I laugh. ‘I dare you to try.’
‘I’ll wait,’ she says, moving around uncomfortably in the back. ‘There’s one more envelope left, the first one.’
‘Yes,’ I say, concerned, unsure how I’m going to pull this one off.
‘Do you give it directly to Rita?’ Sharon asks.
‘Yeah, kind of,’ I say, shrugging it off.
‘So not exactly,’ Sharon says, not letting it go. ‘Where do you put the first letter, Holly?’
I clear my throat, nervously. ‘Bert wanted the first letter in his hands, for Rita to find.’
Sharon’s eyes widen. ‘In the coffin?’
Denise cracks up so much, she’s doubled over in the back seat.
‘How are you going to pull that off?’ Sharon asks.
‘What are you going to do?’ Denise asks, wiping the tears of laughter from the corners of her leaking eyes. ‘Crack open the coffin at the funeral?’

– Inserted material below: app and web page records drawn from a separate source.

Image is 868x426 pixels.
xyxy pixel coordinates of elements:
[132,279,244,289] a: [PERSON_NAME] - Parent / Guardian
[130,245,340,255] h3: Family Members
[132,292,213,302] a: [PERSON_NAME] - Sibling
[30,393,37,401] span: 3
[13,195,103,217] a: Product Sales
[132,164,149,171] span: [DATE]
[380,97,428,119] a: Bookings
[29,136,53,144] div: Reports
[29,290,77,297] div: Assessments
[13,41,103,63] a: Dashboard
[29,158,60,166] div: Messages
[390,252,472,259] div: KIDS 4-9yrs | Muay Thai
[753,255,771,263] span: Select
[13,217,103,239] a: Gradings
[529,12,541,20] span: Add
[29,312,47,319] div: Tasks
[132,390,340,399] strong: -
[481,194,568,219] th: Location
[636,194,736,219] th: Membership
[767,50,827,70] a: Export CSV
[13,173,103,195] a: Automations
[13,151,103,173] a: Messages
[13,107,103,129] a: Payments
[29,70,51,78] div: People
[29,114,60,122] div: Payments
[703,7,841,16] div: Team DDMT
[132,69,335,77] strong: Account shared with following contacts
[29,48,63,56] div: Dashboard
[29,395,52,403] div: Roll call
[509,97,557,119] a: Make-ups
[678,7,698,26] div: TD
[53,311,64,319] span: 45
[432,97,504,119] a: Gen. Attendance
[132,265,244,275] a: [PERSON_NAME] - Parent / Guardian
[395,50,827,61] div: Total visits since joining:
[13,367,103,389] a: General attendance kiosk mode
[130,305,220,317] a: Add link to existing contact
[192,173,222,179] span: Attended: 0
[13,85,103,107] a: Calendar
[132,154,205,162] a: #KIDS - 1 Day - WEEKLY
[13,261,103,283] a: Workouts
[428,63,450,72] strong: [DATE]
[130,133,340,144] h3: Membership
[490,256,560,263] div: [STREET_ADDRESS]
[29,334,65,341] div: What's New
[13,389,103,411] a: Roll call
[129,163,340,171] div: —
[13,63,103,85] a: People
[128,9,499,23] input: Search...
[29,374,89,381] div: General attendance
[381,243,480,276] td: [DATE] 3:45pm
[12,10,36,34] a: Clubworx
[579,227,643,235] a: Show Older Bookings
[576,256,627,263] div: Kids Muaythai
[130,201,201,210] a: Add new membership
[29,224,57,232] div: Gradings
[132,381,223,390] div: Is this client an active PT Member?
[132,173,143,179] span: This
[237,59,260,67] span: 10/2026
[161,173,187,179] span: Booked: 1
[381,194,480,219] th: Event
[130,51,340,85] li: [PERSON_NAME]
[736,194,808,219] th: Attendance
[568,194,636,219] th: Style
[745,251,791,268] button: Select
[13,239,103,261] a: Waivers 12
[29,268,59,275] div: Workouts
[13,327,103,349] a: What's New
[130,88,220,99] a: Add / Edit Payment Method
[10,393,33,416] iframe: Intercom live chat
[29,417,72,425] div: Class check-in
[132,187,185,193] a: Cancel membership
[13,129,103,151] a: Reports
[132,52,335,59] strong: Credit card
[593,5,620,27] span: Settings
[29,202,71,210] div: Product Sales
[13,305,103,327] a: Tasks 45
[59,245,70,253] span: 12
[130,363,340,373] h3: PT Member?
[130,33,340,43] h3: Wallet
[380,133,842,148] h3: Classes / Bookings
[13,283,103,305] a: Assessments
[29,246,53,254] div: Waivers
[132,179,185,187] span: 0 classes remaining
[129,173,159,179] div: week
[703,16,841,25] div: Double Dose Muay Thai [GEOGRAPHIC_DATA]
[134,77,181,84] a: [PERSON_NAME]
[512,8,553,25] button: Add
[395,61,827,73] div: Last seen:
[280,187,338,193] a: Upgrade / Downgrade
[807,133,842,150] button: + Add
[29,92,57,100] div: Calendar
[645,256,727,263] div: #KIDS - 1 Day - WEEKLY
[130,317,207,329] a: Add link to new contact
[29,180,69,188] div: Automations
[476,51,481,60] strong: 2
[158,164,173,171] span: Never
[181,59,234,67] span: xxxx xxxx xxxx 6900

‘I don’t know, I hadn’t quite ironed that one out with Bert, but I suppose I’ll go to the funeral parlour, so that he has it in his hands when he arrives at the house.’
‘They won’t let you near him, you’re not family!’ Sharon says, and Denise continues laughing until she’s red in the face.
‘I’ll tell them it’s under his instruction. It’s what Bert wanted.’
‘Unless you have written instructions from Bert or his family, there’s no way they’re going to let a random stranger put a letter in a dead man’s hands. Holly, honestly, you’ve some ground rules to iron out before you continue with this.’
‘I know,’ I say quietly, chewing my fingernails. ‘He’s having a wake. He’ll be laid out in his house for a few days. I’ll ask for a moment alone with him and I’ll place it in his hands.’
‘You were lucky with the security guard, the hotel and the hemp shop, but I don’t think a funeral parlour is going to allow you to place a letter with unknown contents in a dead man’s hands.’
‘OK, Sharon! I get it!’
The girls are quiet. I think they have accepted this plan but out of nowhere Sharon snorts and the two of them dissolve into convulsions again.
I roll my eyes, agitated, not finding this or their laughter at all funny.
I’d laugh along with them but I can’t get to their place. This is serious for me.
Seven years ago Gerry set me on a path of new adventure, seven years later his actions are continuing me on my adventure.
Life has roots, and death, death grows them too.